A wise person once told me that on those occasions when you want to sleep and for some reason you can't (like you're on a night shift, or you're caring for a child who, for whatever reason, isn't ready to sleep, or is sleeping in a very unsettled manner) there's a curve of ghastliness, and if you can sit out the curve, about 15-20 minutes after you feel your head will explode, it actually becomes ok to stay awake. It might take a few similar experiences before you can recognise this.

Useful things: put on a DVD in a room with a mattress. You can lie and doze while child watches DVD. Don't expect child to go to sleep for 4 hours - if they happen to go to sleep earlier, then well and good, but it means you stop being impatient. Remember that while lying with your eyes shut is not as restful as sleep, it is much more restful than having eyes open and being alert. As Kipper says "One night without sleep won't matter".

In the time when you are awake, schedule yourself a nap for tomorrow, while child naps. Remind yourself that child will probably sleep in till 11am, and give yourself permission to do the same, cancelling engagements by email or text if you can.

Wednesday, November 01, 2006

tidying a house

Some people hate cleaning and tidying and are happy with the way their house looks.

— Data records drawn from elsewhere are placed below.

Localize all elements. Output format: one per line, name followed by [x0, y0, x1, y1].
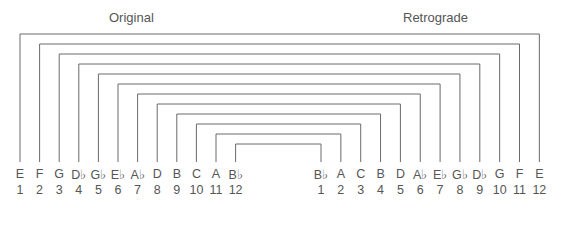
original-note-11: A [212, 167, 220, 181]
original-number-1: 1 [17, 183, 24, 197]
original-note-9: B [173, 167, 181, 181]
bracket-12 [236, 144, 321, 162]
retrograde-note-1: B♭ [314, 167, 328, 182]
retrograde-note-4: B [376, 167, 384, 181]
retrograde-note-2: A [337, 167, 345, 181]
retrograde-note-3: C [356, 167, 365, 181]
original-note-1: E [16, 167, 24, 181]
retrograde-note-9: D♭ [472, 167, 487, 182]
retrograde-note-11: F [516, 167, 524, 181]
original-number-12: 12 [229, 183, 243, 197]
original-note-4: D♭ [71, 167, 86, 182]
original-number-8: 8 [154, 183, 161, 197]
retrograde-number-12: 12 [532, 183, 546, 197]
bracket-6 [118, 84, 440, 162]
retrograde-number-11: 11 [513, 183, 526, 197]
bracket-5 [98, 74, 460, 162]
retrograde-note-7: E♭ [433, 167, 447, 182]
retrograde-number-4: 4 [377, 183, 384, 197]
original-number-5: 5 [95, 183, 102, 197]
bracket-8 [157, 104, 400, 162]
retrograde-number-8: 8 [456, 183, 463, 197]
retrograde-number-2: 2 [337, 183, 344, 197]
original-note-12: B♭ [228, 167, 242, 182]
retrograde-note-10: G [495, 167, 505, 181]
original-number-10: 10 [189, 183, 203, 197]
original-number-2: 2 [36, 183, 43, 197]
original-note-2: F [36, 167, 44, 181]
bracket-3 [59, 54, 499, 162]
original-note-6: E♭ [111, 167, 125, 182]
original-number-6: 6 [115, 183, 122, 197]
retrograde-note-12: E [535, 167, 543, 181]
original-number-9: 9 [173, 183, 180, 197]
original-number-4: 4 [75, 183, 82, 197]
retrograde-note-5: D [396, 167, 405, 181]
retrograde-number-5: 5 [397, 183, 404, 197]
original-note-10: C [192, 167, 201, 181]
original-number-11: 11 [210, 183, 223, 197]
original-note-8: D [153, 167, 162, 181]
retrograde-number-3: 3 [357, 183, 364, 197]
original-note-3: G [54, 167, 64, 181]
retrograde-number-1: 1 [318, 183, 325, 197]
retrograde-number-10: 10 [493, 183, 507, 197]
retrograde-number-6: 6 [417, 183, 424, 197]
retrograde-number-7: 7 [437, 183, 444, 197]
original-note-5: G♭ [91, 167, 107, 182]
bracket-10 [196, 124, 360, 162]
retrograde-note-6: A♭ [413, 167, 427, 182]
retrograde-note-8: G♭ [452, 167, 468, 182]
retrograde-number-9: 9 [476, 183, 483, 197]
bracket-4 [79, 64, 480, 162]
original-note-7: A♭ [130, 167, 144, 182]
original-number-7: 7 [134, 183, 141, 197]
bracket-9 [177, 114, 381, 162]
bracket-11 [216, 134, 341, 162]
original-number-3: 3 [56, 183, 63, 197]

As Quentin Crisp said (and I paraphrase) "After three years the dirt doesn't get any worse. You just have to HOLD YOUR NERVE"

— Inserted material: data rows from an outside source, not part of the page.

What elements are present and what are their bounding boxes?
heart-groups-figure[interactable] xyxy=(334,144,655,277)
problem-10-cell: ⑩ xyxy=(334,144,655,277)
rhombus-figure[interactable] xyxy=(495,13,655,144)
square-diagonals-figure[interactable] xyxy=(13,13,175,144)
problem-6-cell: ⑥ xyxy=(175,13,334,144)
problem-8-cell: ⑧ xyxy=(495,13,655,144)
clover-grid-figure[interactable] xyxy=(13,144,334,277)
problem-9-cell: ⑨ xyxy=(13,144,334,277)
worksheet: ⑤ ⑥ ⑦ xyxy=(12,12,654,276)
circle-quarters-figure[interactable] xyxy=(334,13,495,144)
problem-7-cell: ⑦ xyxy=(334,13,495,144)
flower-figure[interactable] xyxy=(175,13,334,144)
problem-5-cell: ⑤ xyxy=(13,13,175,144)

Lots of people hate tidying but want their home to be tidy. They need to get better theories, either about to what extent cleanliness matters, or about whether it is fun to clean or not. I don't think it really matters which route they follow, but if they have decided to be tidy then:

Get lots of stackable plastic crates. Or handwoven organic sea grass ones if that's your preferred asthetic. The plastic ones cost almost nothing, though. They are great for having toys sorted into - lego in one, soft toys in another, musical instruments in another. They are also excellent for building dens, for impromptu tables, for climbing onto large items of furniture...

People with a competitive streak can turn tidying into a competition, with their co-habitees or against themselves. e.g. throwing plastic balls into a filing cabinet drawer from the other side of the room = target practice. Child might want to join in while parents are having fun with such a game - no need for nagging. And if parents are having fun, they won't actually mind if child joins in or not.

I think of tidying as re-setting the house so that all the toys are attractive to whoever might want to play with them - making sure all the jigsaws have all their pieces with them etc. Any toy in its home is a gift to my cohabitees.

Someone said to me that if there are items you move in tidying more than once every 24 hours, then they live in the wrong place. It may be that the home of a very favourite toy is in the corner on the floor, not up on a shelf.